36               Abbott, p260.

37               Baker observed that the testimony on the Equal Pay Act in 1963 was about evenly divided between those emphasising women’s needs and those emphasising the protection of men (p 419).

38               Falk noted that unions used constitutional exclusion, exclusion from apprenticeship, limitation of women to helper categories or nonladder apprenticeships, limitation of proportion of union members who could be women, ie quotas, and excessively high fees. Moreover, the craft unions of this period, pre1930, had a general hostility toward organising the unskilled, even those attached to their crafts.

39               Such a diverse group as Caroll Wright, first US Labour Commissioner (Baker, p 84, Samuel Gompors and Mother Mary Jones, traditional and radical labour organisations, respectively (Falk), James L Davis, US Secretary of Labour, 1922 (Baker, p 400), Florence Kelley, head of the National Consumers League (Hill), all held views which were variations of this theme.  (Hill is Ann C Hill, ‘Protective Labour Legislation for Women: Its Origin and Effect’, mimeographed, New Haven CT: Yale Law School, 1970, parts of which have been published in Barbara A Babcock, Ann E Freedman, Eleanor H Norton, and Susan C Ross, Sex Discrimination and the Law: Courses and Remedies, Boston MA: Little Brown & Co, 1975, a law text which provides an excellent analysis of protective legislation, discrimination against women, etc.)

40               William O’Neill characterised those women who participated in various reform movements in the late nineteenth and early twentieth centuries ‘social feminists’ to distinguish them from earlier feminists like Stanton and Anthony.  The social feminists came to support women’s rights because they thought it would help advance the cause of their reforms; they were not primarily interested in advancing the cause of women’s rights (Everyone was Brave, Chicago: Quadrangle Books, 1969, especially chapter 3).  William H Chafe, The American Woman (New York: Oxford University Press, 1972), also provides an excellent discussion of the debate around protective laws.

41               What was achievable from the legislatures and the courts, was what the social feminists aimed for.  Because in Ritchie v People (155 III.98 (1985), the court had held that sex alone was not a valid basis for a legislature to abridge the right of an adult to contract for work and, thus, struck down a maximum hours law for women, and because a maximum hours law for baking employees had been struck down by the US Supreme Court (Lockner), advocates of protective labour legislation believed their task would be difficult.  The famous ‘Brandeis Brief’ compiled hundreds of pages on the harmful effects of long hours of work and argued that women needed ‘especially protection’ (see Babcock et al).

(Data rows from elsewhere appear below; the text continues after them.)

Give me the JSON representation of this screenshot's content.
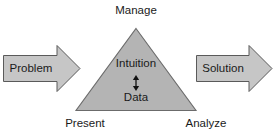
{
  "diagram": {
    "colors": {
      "shape_fill": "#b4b4b4",
      "shape_stroke": "#6b6b6b",
      "arrow_fill": "#c6c6c6",
      "arrow_stroke": "#5a5a5a",
      "text": "#1a1a1a",
      "background": "#ffffff"
    },
    "triangle": {
      "vertex_labels": {
        "top": "Manage",
        "bottom_left": "Present",
        "bottom_right": "Analyze"
      },
      "inner_nodes": [
        {
          "label": "Intuition"
        },
        {
          "label": "Data"
        }
      ],
      "inner_connector": "double-headed-vertical-arrow"
    },
    "input_arrow": {
      "label": "Problem",
      "direction": "right"
    },
    "output_arrow": {
      "label": "Solution",
      "direction": "right"
    }
  }
}
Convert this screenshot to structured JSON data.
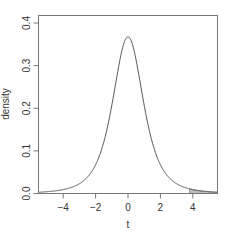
{
  "chart_data": {
    "type": "line",
    "title": "",
    "xlabel": "t",
    "ylabel": "density",
    "xlim": [
      -5.55,
      5.5
    ],
    "ylim": [
      0.0,
      0.42
    ],
    "x_ticks": [
      -4,
      -2,
      0,
      2,
      4
    ],
    "x_tick_labels": [
      "−4",
      "−2",
      "0",
      "2",
      "4"
    ],
    "y_ticks": [
      0.0,
      0.1,
      0.2,
      0.3,
      0.4
    ],
    "y_tick_labels": [
      "0.0",
      "0.1",
      "0.2",
      "0.3",
      "0.4"
    ],
    "grid": false,
    "legend": null,
    "series": [
      {
        "name": "t density (df = 3)",
        "df": 3,
        "x": [
          -5.5,
          -5,
          -4.5,
          -4,
          -3.5,
          -3,
          -2.5,
          -2,
          -1.5,
          -1,
          -0.5,
          0,
          0.5,
          1,
          1.5,
          2,
          2.5,
          3,
          3.5,
          4,
          4.5,
          5,
          5.5
        ],
        "values": [
          0.0047,
          0.0042,
          0.0061,
          0.0092,
          0.014,
          0.023,
          0.0382,
          0.0675,
          0.1169,
          0.2067,
          0.3116,
          0.3676,
          0.3116,
          0.2067,
          0.1169,
          0.0675,
          0.0382,
          0.023,
          0.014,
          0.0092,
          0.0061,
          0.0042,
          0.0047
        ],
        "color": "#555555"
      }
    ],
    "shaded_region": {
      "description": "right tail area under curve",
      "from_x": 3.8,
      "to_x": 5.5,
      "color": "#bbbbbb"
    }
  }
}
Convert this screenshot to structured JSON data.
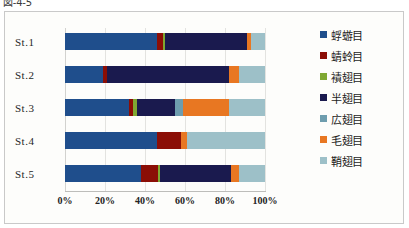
{
  "caption": {
    "text": "図-4-5"
  },
  "chart_data": {
    "type": "bar",
    "subtype": "stacked-horizontal-100pct",
    "title": "",
    "xlabel": "",
    "ylabel": "",
    "xlim": [
      0,
      100
    ],
    "xtick_labels": [
      "0%",
      "20%",
      "40%",
      "60%",
      "80%",
      "100%"
    ],
    "xticks": [
      0,
      20,
      40,
      60,
      80,
      100
    ],
    "grid": true,
    "legend_position": "right",
    "categories": [
      "St.1",
      "St.2",
      "St.3",
      "St.4",
      "St.5"
    ],
    "series": [
      {
        "name": "蜉蝣目",
        "color": "#1F4E8C",
        "values": [
          46.0,
          19.0,
          32.0,
          46.0,
          38.0
        ]
      },
      {
        "name": "蜻蛉目",
        "color": "#8B0E06",
        "values": [
          3.0,
          2.0,
          2.0,
          12.0,
          8.5
        ]
      },
      {
        "name": "襀翅目",
        "color": "#7FA832",
        "values": [
          1.0,
          0.0,
          2.0,
          0.0,
          1.0
        ]
      },
      {
        "name": "半翅目",
        "color": "#1A1A4E",
        "values": [
          41.0,
          61.0,
          19.0,
          0.0,
          35.5
        ]
      },
      {
        "name": "広翅目",
        "color": "#6E9DAE",
        "values": [
          0.0,
          0.0,
          4.0,
          0.0,
          0.0
        ]
      },
      {
        "name": "毛翅目",
        "color": "#E87722",
        "values": [
          2.0,
          5.0,
          23.0,
          3.0,
          4.0
        ]
      },
      {
        "name": "鞘翅目",
        "color": "#9DC0C8",
        "values": [
          7.0,
          13.0,
          18.0,
          39.0,
          13.0
        ]
      }
    ],
    "tan_trailing_color": "#C08058"
  }
}
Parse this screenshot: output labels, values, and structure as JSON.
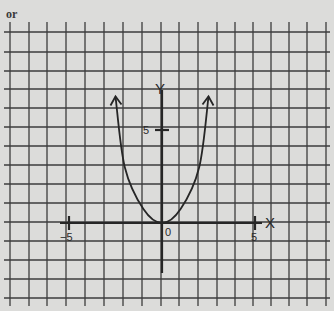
{
  "page_label": "or",
  "colors": {
    "paper": "#dcdcda",
    "grid": "#3c3c3c",
    "ink": "#262626"
  },
  "axes": {
    "x_label": "X",
    "y_label": "Y",
    "x_ticks": [
      {
        "value": -5,
        "label": "−5"
      },
      {
        "value": 5,
        "label": "5"
      }
    ],
    "y_ticks": [
      {
        "value": 5,
        "label": "5"
      }
    ],
    "origin_label": "0"
  },
  "chart_data": {
    "type": "line",
    "title": "",
    "xlabel": "X",
    "ylabel": "Y",
    "function": "y = x^2 (parabola, vertex at origin, opening upward)",
    "x": [
      -2.5,
      -2,
      -1,
      0,
      1,
      2,
      2.5
    ],
    "y": [
      6.8,
      3,
      0.75,
      0,
      0.75,
      3,
      6.8
    ],
    "xlim": [
      -8,
      9
    ],
    "ylim": [
      -4,
      11
    ],
    "tick_labels": {
      "x": [
        "-5",
        "0",
        "5"
      ],
      "y": [
        "5"
      ]
    },
    "grid": true,
    "grid_spacing": 1,
    "arrows_on_curve_ends": true,
    "legend": null
  }
}
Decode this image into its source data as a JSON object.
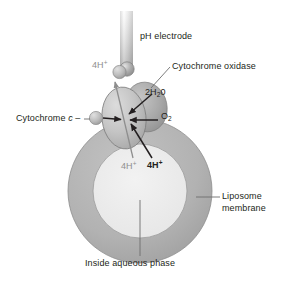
{
  "figure": {
    "width": 291,
    "height": 281,
    "background": "#ffffff"
  },
  "labels": {
    "ph_electrode": "pH electrode",
    "cytochrome_oxidase": "Cytochrome oxidase",
    "water_product_prefix": "2H",
    "water_product_sub": "2",
    "water_product_suffix": "0",
    "oxygen_prefix": "O",
    "oxygen_sub": "2",
    "cytochrome_c_text": "Cytochrome ",
    "cytochrome_c_italic": "c",
    "cytochrome_c_dash": " –",
    "protons_out": "4H",
    "protons_out_charge": "+",
    "protons_pumped": "4H",
    "protons_pumped_charge": "+",
    "protons_consumed": "4H",
    "protons_consumed_charge": "+",
    "liposome_membrane_line1": "Liposome",
    "liposome_membrane_line2": "membrane",
    "inside_aqueous_phase": "Inside aqueous phase"
  },
  "colors": {
    "text": "#231f20",
    "text_gray": "#8e8e8e",
    "membrane_ring": "#b3b3b3",
    "membrane_ring_stroke": "#8a8a8a",
    "inner_aqueous": "#ececec",
    "protein_front": "#c9c9c9",
    "protein_back": "#a9a9a9",
    "protein_stroke": "#7d7d7d",
    "electrode_shaft_top": "#fcfcfc",
    "electrode_shaft_bottom": "#9e9e9e",
    "electrode_bulb": "#a3a3a3",
    "cyt_c_sphere": "#bdbdbd",
    "proton_sphere": "#9c9c9c",
    "arrow_dark": "#231f20",
    "leader_line": "#6e6e6e",
    "proton_arrow_gray": "#909090"
  },
  "elements": {
    "electrode_shaft": {
      "x": 120,
      "y": 11,
      "width": 13,
      "height": 54
    },
    "electrode_bulb": {
      "cx": 127,
      "cy": 69,
      "r": 7
    },
    "liposome_outer": {
      "cx": 140,
      "cy": 191,
      "r": 72
    },
    "liposome_inner": {
      "cx": 140,
      "cy": 191,
      "r": 47
    },
    "protein_front_ellipse": {
      "cx": 124,
      "cy": 118,
      "rx": 22,
      "ry": 31
    },
    "protein_back_ellipse": {
      "cx": 145,
      "cy": 108,
      "rx": 20,
      "ry": 25
    },
    "cyt_c_sphere": {
      "cx": 96,
      "cy": 118,
      "r": 6.5
    },
    "proton_sphere": {
      "cx": 119,
      "cy": 72,
      "r": 6.5
    },
    "reaction_center": {
      "x": 125,
      "y": 120
    }
  },
  "icon_names": [
    "ph-electrode-icon",
    "liposome-ring-icon",
    "cytochrome-oxidase-blob-icon",
    "cytochrome-c-sphere-icon",
    "proton-sphere-icon",
    "arrow-icon",
    "leader-line-icon"
  ]
}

42               lbid, p32.

43               In 1914 the AFL voted to abandon the legislative road to reform (see Ann C Hill).

44               Capitalists are not always able to use patriarchy to their advantage.  Men’s ability to retain as much of women’s labour in the home as they have may hamper capitalist development during expansive phases.  Men’s resistance to female workers whom capitalists want to utilise also undoubtedly slows down capitalist advance.

45               David Gordon suggested to me this ‘cyclical model’ of the relative strengths of employer and workers.

46               Most Marxist-feminist attempts to deal with the problems in Marxist analysis raised by the social position of women seem to ignore these basic conflicts between the sexes, apparently in the interest of stressing the underlying class solidarity that should obtain among women and men workers.  A few months ago a friend (female) said, ‘We are much more likely to be able to get Thieu out of Vietnam that we are to get men to do the dishes. ‘She was right’.

47               In our society, women’s jobs are synonymous with low-status, low-paying jobs: ‘…we may replace the familiar statement that women earn less because they are in women’s jobs…As long as the labour market is divided on the basis of sex, it is likely that the tasks allocated to women will be ranked as less prestigious or important, reflecting women’s lower social status in the society at large’ (Francine Blau (Weisskoff), ‘Women’s place in the labour market’, American Economic Review, 62, 4, 161).